As I cycled back to Concourson late that afternoon, passing more troglodyte houses, I kept hearing that loud, strange, echoing call that I’d heard when in the rose garden. I now knew them for what they were: the calls of the apes and gibbons from the zoo. As I rode across the vineyards, the animal noises really made it feel quite eerie.

I headed northeast to the banks of what is probably France’s most well-known river, the Seine. Camping L’Île des Trois Rois is right on the river and, behind it, is the ruined Château Gaillard high above the chalk cliff on its lofty perch.

Image of Chateau Gaillard

These chalk cliffs provide a dramatic backdrop to the attractive town of Les Andelys. Le Petit Andely is a five-minute walk along the riverbank from the campsite.

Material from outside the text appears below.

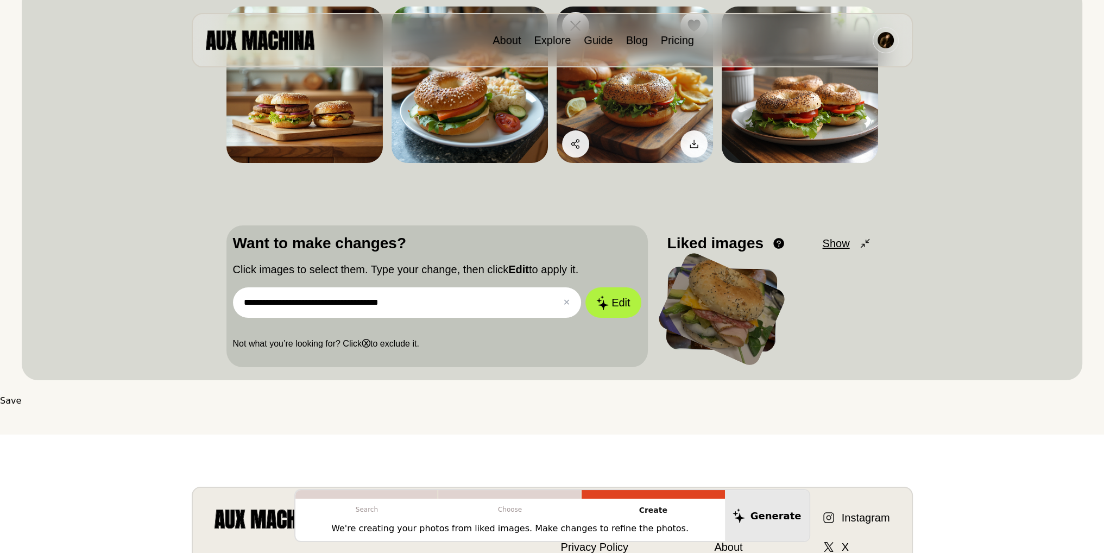 This screenshot has width=1104, height=553. Describe the element at coordinates (552, 40) in the screenshot. I see `a: Explore` at that location.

Les Andelys has attractive medieval houses and its ancient wharves are now used by the enormous river cruisers. A little further along the Seine are some glorious mock-Tudor villas. Some are slightly set back, whilst others are thatched. It could almost be Henley-on-Thames.

I learnt that Château Gaillard was built to guard the Rouen/Paris route by Richard the Lionheart whom I’d come across earlier in the trip at Fontevraud. Legends about the Château Gaillard tell of unfaithful duchesses being murdered and now returning to haunt the battlements.

TE Lawrence (Lawrence of Arabia) apparently visited here while a student to research medieval castle architecture for his degree. I am sure that he, too, enjoyed the views of the Seine’s meandering course laid out below the castle.

I followed a pleasant route along the Seine and up into the hills behind Camping la Vallée des Vignes with the aid of a walking route from the tourist information office in Les Andelys. The route took me past an old laverie deep in the woods where clothes were washed and to a couple of mares high in the hills. These mares were ponds dug out of the rock into which water naturally flowed and were created around 600 years ago as water reserves for cattle to use during times of drought. Now they are havens for dragonflies, newts and frogs.

Perhaps the still waters of those mares that I came across, almost by chance and right at the end of my trip, sum up the theme of my journey – that of water and stone working in harmony.